Walmar Wladimir Schwab was born in Moscow on 1 September 1902 and died in Onex, Switzerland, on 19 August 2000. A painter and print-maker in Paris during the 1920s, he later abandoned this for a career in chemistry and took Swiss nationality.[1]

Artistic career

Schwab’s 1929 “Composition”, reproduced in Art Concret

During his years in Paris, Schwab produced a series of pictures in the abstract geometrical style between the late 1920s and early 1930s.[2] Between November–December 1929 he exhibited at the Galerie der Sturm in Berlin.[3] He was also approached by Theo van Doesburg to sign the Art Concret manifesto but pleaded that he was constitutionally against joining artistic groups; however, he allowed a print of one of his works to appear in their art review in April 1930.[4]

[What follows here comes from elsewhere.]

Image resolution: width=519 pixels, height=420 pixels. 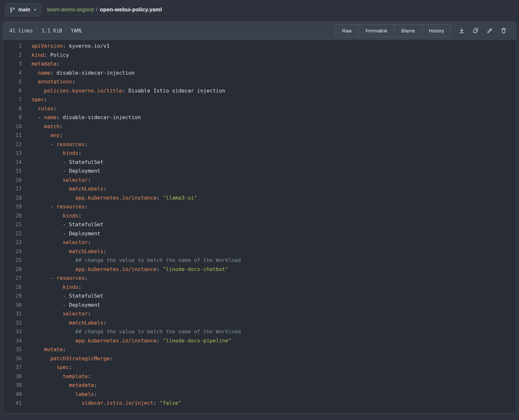 I want to click on code-line: 30 - Deployment, so click(x=260, y=305).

Long after his abandonment of art, Schwab was rediscovered in 1975, by which time geometrical abstraction had been accepted and was regarded as important. It was then that the Kunsthaus Zürich devoted an exhibition to 40 of his works, accompanied by a nine-page brochure,[5] and thereafter paintings and posters of his began to appear in art showrooms.[6]

Later life

Schwab did not leave Paris for several more years after giving up painting and was described as a “theatre personality” at the time he began a twenty-year relationship with the Swiss Valentine de Kerven (1901-1991). Together they joined the Revolutionary Association of Artists and trained to fight against General Franco during the Spanish Civil War, until Schwab withdrew.[7] In 1939 they crossed the Sahara on her motorbike, then settled in Switzerland during World War II. Until then Valentine had refused to marry Schwab, but Swiss law obliged cohabiters to wed at the time. In 1954 they made another difficult journey, driving overland to India via Iraq, Iran and Afghanistan in a Volkswagen, in order to visit Jiddu Krishnamurti. Not long afterwards Schwab started a sexual relationship with an 18-year-old and Valentine divorced him.[8]

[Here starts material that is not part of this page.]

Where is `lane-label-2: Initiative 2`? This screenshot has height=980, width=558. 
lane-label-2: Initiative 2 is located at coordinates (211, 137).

During the 1940s Schwab took a doctorate in Chemistry at the University of Geneva. His dissertation on anthraquinone pigments in lesser fungi (Recherches sur les pigments anthraquinoniques des champignons inférieurs) was published by the university in 1946. Other publications at that period appeared in Acta Tropica and included consideration of ricin production in the Sahara and vanilla growing in the Comoro Islands, both of which he had visited.[9]

References

  1. Sikart Dictionary of Swiss Art
  2. Schweizerische Bauzeitung 93, 1975, p.4
  3. Artist Info
  4. Belfagor 4-6, 2007, p.651
  5. Amazon Books
  6. There are examples at Arcadja
  7. K. Chandrasekhar, Stopped in our Tracks, New Delhi 2005
  8. Mukunda Rao, The Other Side of Belief, Penguin 2005
  9. Swiss bibliography
This article is issued from Wikipedia. The text is licensed under Creative Commons - Attribution - Sharealike. Additional terms may apply for the media files.